Don’t you love it when native wildlife use places we least expect, whether it’s Peregrine Falcons breeding on sky scrapers, migratory waders feeding at sewerage treatment ponds, or pythons sleeping under verandas. These species are making the most out of situations beyond their control. Similar good news stories exist in our farming landscapes. Some native animals have clearly benefitted from agriculture (e.g. galahs, corellas and butcherbirds). Many other species, reptiles in particular, don’t mind a certain amount of grazing pressure. Some lizards are actually more common in native pastures than in fragments of bush, and many small native mammals and lizards readily use alternative shelters such as scrap iron and old farm buildings.
For over a decade now, we have been researching wildlife on farms in south-eastern Australia. During this time, we have seen reptiles in places that have undergone big changes in vegetation cover. Open paddocks, tree plantings, rocky outcrops and stands of regrowth; places which now support very few native mammals, still support many reptiles. In saying that, more could be done to safeguard common species against unpredictable changes in land use.
Two strategies often used to improve wildlife on farms include increasing native vegetation cover in the landscape and improving the condition of small fragments of native vegetation. These two strategies benefit animals in different ways. For example, birds will quickly colonise and breed in replanted vegetation (if conditions are right), but it may take decades before possums and gliders use tree plantings. For less mobile species, such as small lizards and snakes, we don’t yet have a clear understanding of how effective these two strategies are for improving their numbers.

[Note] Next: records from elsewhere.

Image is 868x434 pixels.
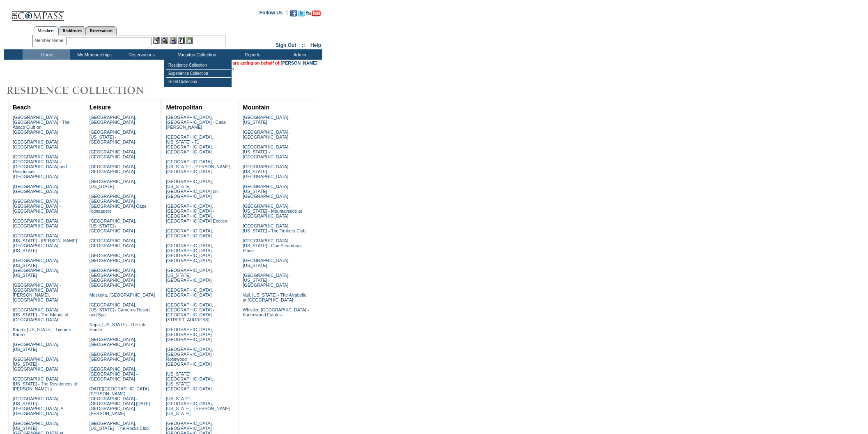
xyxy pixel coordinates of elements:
[89,104,111,110] a: Leisure
[13,327,71,337] a: Kaua'i, [US_STATE] - Timbers Kaua'i
[34,37,66,44] div: Member Name:
[243,203,302,218] a: [GEOGRAPHIC_DATA], [US_STATE] - Mountainside at [GEOGRAPHIC_DATA]
[13,342,59,352] a: [GEOGRAPHIC_DATA], [US_STATE]
[243,104,270,110] a: Mountain
[170,37,177,44] img: Impersonate
[166,69,231,78] td: Experience Collection
[89,421,149,431] a: [GEOGRAPHIC_DATA], [US_STATE] - The Rocks Club
[243,238,302,253] a: [GEOGRAPHIC_DATA], [US_STATE] - One Steamboat Place
[166,179,218,198] a: [GEOGRAPHIC_DATA], [US_STATE] - [GEOGRAPHIC_DATA] on [GEOGRAPHIC_DATA]
[243,273,290,287] a: [GEOGRAPHIC_DATA], [US_STATE] - [GEOGRAPHIC_DATA]
[260,9,288,19] td: Follow Us ::
[243,144,290,159] a: [GEOGRAPHIC_DATA], [US_STATE] - [GEOGRAPHIC_DATA]
[166,78,231,85] td: Hotel Collection
[164,50,228,59] td: Vacation Collection
[86,27,117,35] a: Reservations
[166,134,213,154] a: [GEOGRAPHIC_DATA], [US_STATE] - 71 [GEOGRAPHIC_DATA], [GEOGRAPHIC_DATA]
[89,322,145,332] a: Napa, [US_STATE] - The Ink House
[166,327,214,342] a: [GEOGRAPHIC_DATA], [GEOGRAPHIC_DATA] - [GEOGRAPHIC_DATA]
[311,43,321,48] a: Help
[13,356,59,371] a: [GEOGRAPHIC_DATA], [US_STATE] - [GEOGRAPHIC_DATA]
[13,396,64,416] a: [GEOGRAPHIC_DATA], [US_STATE] - [GEOGRAPHIC_DATA], A [GEOGRAPHIC_DATA]
[89,352,136,361] a: [GEOGRAPHIC_DATA], [GEOGRAPHIC_DATA]
[89,194,147,213] a: [GEOGRAPHIC_DATA], [GEOGRAPHIC_DATA] - [GEOGRAPHIC_DATA] Cape Kidnappers
[89,218,136,233] a: [GEOGRAPHIC_DATA], [US_STATE] - [GEOGRAPHIC_DATA]
[13,282,61,302] a: [GEOGRAPHIC_DATA] - [GEOGRAPHIC_DATA][PERSON_NAME], [GEOGRAPHIC_DATA]
[89,115,136,124] a: [GEOGRAPHIC_DATA], [GEOGRAPHIC_DATA]
[290,13,297,17] a: Become our fan on Facebook
[89,337,136,347] a: [GEOGRAPHIC_DATA], [GEOGRAPHIC_DATA]
[243,223,306,233] a: [GEOGRAPHIC_DATA], [US_STATE] - The Timbers Club
[243,164,290,179] a: [GEOGRAPHIC_DATA], [US_STATE] - [GEOGRAPHIC_DATA]
[186,37,193,44] img: b_calculator.gif
[13,307,68,322] a: [GEOGRAPHIC_DATA], [US_STATE] - The Islands of [GEOGRAPHIC_DATA]
[243,292,307,302] a: Vail, [US_STATE] - The Arrabelle at [GEOGRAPHIC_DATA]
[89,164,136,174] a: [GEOGRAPHIC_DATA], [GEOGRAPHIC_DATA]
[281,60,318,66] a: [PERSON_NAME]
[166,159,230,174] a: [GEOGRAPHIC_DATA], [US_STATE] - [PERSON_NAME][GEOGRAPHIC_DATA]
[13,184,59,194] a: [GEOGRAPHIC_DATA], [GEOGRAPHIC_DATA]
[70,50,117,59] td: My Memberships
[13,139,59,150] a: [GEOGRAPHIC_DATA], [GEOGRAPHIC_DATA]
[13,115,70,134] a: [GEOGRAPHIC_DATA], [GEOGRAPHIC_DATA] - The Abaco Club on [GEOGRAPHIC_DATA]
[243,307,309,317] a: Whistler, [GEOGRAPHIC_DATA] - Kadenwood Estates
[306,13,321,17] a: Subscribe to our YouTube Channel
[89,302,150,317] a: [GEOGRAPHIC_DATA], [US_STATE] - Carneros Resort and Spa
[178,37,185,44] img: Reservations
[166,302,214,322] a: [GEOGRAPHIC_DATA], [GEOGRAPHIC_DATA] - [GEOGRAPHIC_DATA][STREET_ADDRESS]
[243,115,290,124] a: [GEOGRAPHIC_DATA], [US_STATE]
[13,376,78,391] a: [GEOGRAPHIC_DATA], [US_STATE] - The Residences of [PERSON_NAME]'a
[298,10,304,17] img: Follow us on Twitter
[13,104,31,110] a: Beach
[275,50,323,59] td: Admin
[166,371,213,391] a: [US_STATE][GEOGRAPHIC_DATA], [US_STATE][GEOGRAPHIC_DATA]
[89,268,138,287] a: [GEOGRAPHIC_DATA], [GEOGRAPHIC_DATA] - [GEOGRAPHIC_DATA] [GEOGRAPHIC_DATA]
[276,43,296,48] a: Sign Out
[298,13,304,17] a: Follow us on Twitter
[302,43,305,48] span: ::
[166,243,214,263] a: [GEOGRAPHIC_DATA], [GEOGRAPHIC_DATA] - [GEOGRAPHIC_DATA] [GEOGRAPHIC_DATA]
[166,347,214,366] a: [GEOGRAPHIC_DATA], [GEOGRAPHIC_DATA] - Rosewood [GEOGRAPHIC_DATA]
[117,50,164,59] td: Reservations
[161,37,168,44] img: View
[89,386,150,416] a: [DATE][GEOGRAPHIC_DATA][PERSON_NAME], [GEOGRAPHIC_DATA] - [GEOGRAPHIC_DATA] [DATE][GEOGRAPHIC_DAT...
[13,218,59,228] a: [GEOGRAPHIC_DATA], [GEOGRAPHIC_DATA]
[223,60,318,66] span: You are acting on behalf of:
[89,292,155,297] a: Muskoka, [GEOGRAPHIC_DATA]
[243,129,290,139] a: [GEOGRAPHIC_DATA], [GEOGRAPHIC_DATA]
[22,50,70,59] td: Home
[89,366,138,381] a: [GEOGRAPHIC_DATA], [GEOGRAPHIC_DATA] - [GEOGRAPHIC_DATA]
[166,115,226,129] a: [GEOGRAPHIC_DATA], [GEOGRAPHIC_DATA] - Casa [PERSON_NAME]
[166,268,213,282] a: [GEOGRAPHIC_DATA], [US_STATE] - [GEOGRAPHIC_DATA]
[153,37,160,44] img: b_edit.gif
[166,396,230,416] a: [US_STATE][GEOGRAPHIC_DATA], [US_STATE] - [PERSON_NAME] [US_STATE]
[243,184,290,198] a: [GEOGRAPHIC_DATA], [US_STATE] - [GEOGRAPHIC_DATA]
[166,287,213,297] a: [GEOGRAPHIC_DATA], [GEOGRAPHIC_DATA]
[89,150,136,159] a: [GEOGRAPHIC_DATA], [GEOGRAPHIC_DATA]
[166,104,202,110] a: Metropolitan
[89,129,136,144] a: [GEOGRAPHIC_DATA], [US_STATE] - [GEOGRAPHIC_DATA]
[166,62,231,69] td: Residence Collection
[290,10,297,17] img: Become our fan on Facebook
[13,154,67,179] a: [GEOGRAPHIC_DATA], [GEOGRAPHIC_DATA] - [GEOGRAPHIC_DATA] and Residences [GEOGRAPHIC_DATA]
[13,258,59,277] a: [GEOGRAPHIC_DATA], [US_STATE] - [GEOGRAPHIC_DATA], [US_STATE]
[11,4,64,21] img: Compass Home
[166,228,213,238] a: [GEOGRAPHIC_DATA], [GEOGRAPHIC_DATA]
[228,50,275,59] td: Reports
[4,82,164,99] img: Destinations by Exclusive Resorts
[89,238,136,248] a: [GEOGRAPHIC_DATA], [GEOGRAPHIC_DATA]
[13,233,78,253] a: [GEOGRAPHIC_DATA], [US_STATE] - [PERSON_NAME][GEOGRAPHIC_DATA], [US_STATE]
[13,198,61,213] a: [GEOGRAPHIC_DATA] - [GEOGRAPHIC_DATA] - [GEOGRAPHIC_DATA]
[166,203,227,223] a: [GEOGRAPHIC_DATA], [GEOGRAPHIC_DATA] - [GEOGRAPHIC_DATA], [GEOGRAPHIC_DATA] Exotica
[34,27,59,36] a: Members
[59,27,86,35] a: Residences
[89,179,136,189] a: [GEOGRAPHIC_DATA], [US_STATE]
[89,253,136,263] a: [GEOGRAPHIC_DATA], [GEOGRAPHIC_DATA]
[243,258,290,268] a: [GEOGRAPHIC_DATA], [US_STATE]
[306,10,321,17] img: Subscribe to our YouTube Channel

We decided to address this knowledge gap by studying reptiles across a range of modified environments, including grazed remnant vegetation, grazing paddocks and restored vegetation (native tree plantings and pine plantations). Over a 12 year period, we counted reptiles in three regions of southern NSW: (1) Riverina bioregion, (2) South West Slopes bioregion and (3) Nanangroe property. We also collected a number of variables we considered to be important for explaining the presence of different species. These included aspect and elevation, local-scale habitat attributes (such as the amount of logs, rocks, native grass and large trees), and the amount of native vegetation in the landscape. Using data from 443 sites, we examined habitat-relationships for three geckos, one legless lizard, nine lizards and one snake. We obtained 1193 individual reptile records from a total of 2435 surveys. That’s still a lot of survey effort just to obtain over 1000 observations!
We asked the question - is the presence of different species on a 1 ha site best explained by topographic variables, local-scale habitat variables or landscape-scale variables such as native vegetation cover? Overall, we found local-scale habitat variables explained the presence of a large number of species (12/19 possible cases to be precise). This was evident in the Riverina bioregion, where Ragged Snake-eyed Skink, Tessellated Gecko and Common Dwarf Skink all preferred sites with complex vegetation structure. The Ragged Snake-eyed Skink was also found in places with a high number of large trees, whereas Tessellated Gecko and Common Dwarf Skink preferred areas with few trees.
In some cases, aspect influenced the presence of some species. In Nanangroe, Large Striped Skink and Copper-tailed Skink occupied sites with a northern aspect, whereas Southern Rainbow Skink preferred sites with a southern aspect. Native vegetation cover in the surrounding landscape was important for explaining the presence of the tree-dwelling Marbled Gecko and Ragged Snake-eyed Skink in the South West Slopes. In the Riverina, the soil-swimming Timid Slider was also more likely to occur in areas with high amounts of native vegetation cover.
These findings suggest that conservation efforts to improve reptile numbers should focus on improving the condition of the ground layer (i.e. local-scale management). This can be achieved by modifying the way native vegetation is managed. Restricting the removal of fallen timber, managing weeds and reducing grazing pressure will improve ground cover habitat. Many reptile species depend on fallen timber and tussock grass for shelter, so actions that increase logs and tussock grass cover are beneficial. These actions will have further benefit if they are carried out across the farm.
Although we suggest that local-scale management will benefit a wide variety of reptiles on farms, increasing the total amount of native vegetation in the landscape will benefit tree-dwelling lizards and other species that live on the ground by providing resources such as fallen timber and leaf litter. Ultimately, both conservation strategies will be important in the long run. So, by making a few adjustments to the way grazing land is managed, we should continue to see reptiles living in some parts of our farming landscapes well into the future.